Posted: Sun., Jan. 1, 1989

Dekalog

The Decalogue; The Ten Commandments (Poland - W. Germany)

Polish TV/Sender Freies Berlin. Director Krzysztof Kieslowski; Screenplay Krzysztof Piesiewicz, Krzysztof Kieslowski; Camera Wieslaw Zdort, Edward Klosinski, Piotr Sobocinski, Krzysztof Pakulski, Slawomir Idziak, Witold Adamek, Dariusz Kuc, Andrzej Jarosiewicz, Jacek Blawut; Editor Ewa Smal; Music Zbigniew Preisner; Art Director Halina Dobrowolska
 
Henryk Baranowski
Aleksander Bardini
Daniel Olbrychski
Miroslaw Baka
Grazyna Szapolowska
Jerzy Stuhr
 
The 10 modern moral stories Polish director Krzysztof Kieslowski spins are inspired by the Ten Commandments, but do not refer directly to the Biblical text, nor do they apply theological interpretation to it. This is why Kieslowski insists on using only the number of the commandment as the title for each film, and never mentions the commandment itself in the credits.

All 10 stories are placed in the same gray and depressing block of new concrete buildings in a Warsaw suburb, where university professors and taxi drivers live side by side. Leading characters in one episode emerge again, as passersby or secondary characters, in another episode.

The first episode (55 mins.) is about the trust and affection between a father, his son and their personal computers. In the second one (59 mins.), an old doctor is coerced into predicting the chances of one of his patients to survive. His answer shows how unreliable science is.

In the third episode (58 mins.), a man is forced by a former mistress to drive all over town on New Year's Eve. The fourth (58 mins.) explores the dark, incestuous passions of a daughter for her widowed father. In the fifth (60 mins.), best known in its feature-length film version [A Short Film about Killing, 85 mins.], he points out the fallacy of justice, which demands an eye for an eye.

The sixth (61 mins.), the most romantic of all, deals with the loss of innocence that prevents an older woman from responding to the advances of a much younger man. [Known as A Short Film about Love, 87 mins., in its feature version.] In the seventh episode (57 mins.), a little girl is the object of a ruthless struggle between her mother and her grandmother.

The eighth (56 mins.), the one episode in which ethics are clearly stated as the object of the story, has a professor of ethics faced with her own past and decisions during the Holocaust. The ninth (60 mins.) has an impotent husband struggling helplessly to believe in his wife's fidelity. The 10th (60 mins.), in which black humor abounds, has destitute brothers fall prey to temptation when they inherit their father's stamp collection.

Being a pessimist at heart, Kieslowski, who cowrote all 10 scripts, unfolds a variety of human weaknesses, shows how difficult it is to conform to one commandment, let alone 10, and considers human frailty with sympathy but little hope. All the stories involve two or three characters at the most and proceed in a straightforward, unadorned, linear fashion.

It is difficult to single out performances in the uniformly excellent casts, which feature some of the top talent in Poland. One editor and one art director worked on all 10 films, resulting in a steady, unhurried but inexorable rhythm throughout the series. Kieslowski changed cameramen from film to film, not only to accommodate their schedules, but to give a slightly different look to each film.

(Color) Available on VHS. Extract of a review from 1989. Running time: 584 MIN.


PROBLEM DESCRIPTION: In the listing below, look for "Districts" and copy every line that has it.

AVAILABLE DATA:
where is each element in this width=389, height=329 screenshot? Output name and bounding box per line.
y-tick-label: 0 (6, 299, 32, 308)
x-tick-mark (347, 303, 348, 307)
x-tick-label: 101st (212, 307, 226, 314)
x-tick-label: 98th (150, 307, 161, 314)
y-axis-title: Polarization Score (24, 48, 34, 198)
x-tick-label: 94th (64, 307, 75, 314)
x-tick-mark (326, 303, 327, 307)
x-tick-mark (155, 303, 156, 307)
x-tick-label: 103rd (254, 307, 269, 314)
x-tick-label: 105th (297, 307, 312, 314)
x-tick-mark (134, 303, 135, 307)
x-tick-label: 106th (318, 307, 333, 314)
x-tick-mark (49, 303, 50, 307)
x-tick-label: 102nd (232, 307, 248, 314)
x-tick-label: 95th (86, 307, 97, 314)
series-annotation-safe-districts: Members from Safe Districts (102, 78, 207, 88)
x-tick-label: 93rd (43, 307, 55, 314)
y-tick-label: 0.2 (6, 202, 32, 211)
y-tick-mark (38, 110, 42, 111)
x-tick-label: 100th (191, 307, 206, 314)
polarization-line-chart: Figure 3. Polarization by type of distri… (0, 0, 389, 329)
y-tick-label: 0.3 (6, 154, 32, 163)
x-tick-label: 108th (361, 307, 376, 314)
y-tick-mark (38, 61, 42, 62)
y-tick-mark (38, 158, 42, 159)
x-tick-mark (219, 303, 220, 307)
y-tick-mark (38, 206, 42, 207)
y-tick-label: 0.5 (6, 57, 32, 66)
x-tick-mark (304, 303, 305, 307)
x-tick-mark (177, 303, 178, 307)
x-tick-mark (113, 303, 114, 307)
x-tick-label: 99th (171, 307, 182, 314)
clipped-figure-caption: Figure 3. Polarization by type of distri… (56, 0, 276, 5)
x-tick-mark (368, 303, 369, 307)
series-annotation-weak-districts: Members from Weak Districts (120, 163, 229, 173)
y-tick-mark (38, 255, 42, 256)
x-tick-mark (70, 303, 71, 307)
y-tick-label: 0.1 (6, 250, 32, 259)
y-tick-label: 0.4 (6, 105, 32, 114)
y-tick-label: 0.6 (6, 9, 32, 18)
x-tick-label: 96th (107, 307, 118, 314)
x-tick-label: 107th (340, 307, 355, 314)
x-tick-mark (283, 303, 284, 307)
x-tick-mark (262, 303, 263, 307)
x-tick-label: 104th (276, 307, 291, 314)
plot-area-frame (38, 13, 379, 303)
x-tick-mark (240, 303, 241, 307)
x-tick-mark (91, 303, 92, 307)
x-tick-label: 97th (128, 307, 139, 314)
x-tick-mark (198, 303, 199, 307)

FINISHED EXERCISE:
series-annotation-safe-districts: Members from Safe Districts (102, 78, 207, 88)
series-annotation-weak-districts: Members from Weak Districts (120, 163, 229, 173)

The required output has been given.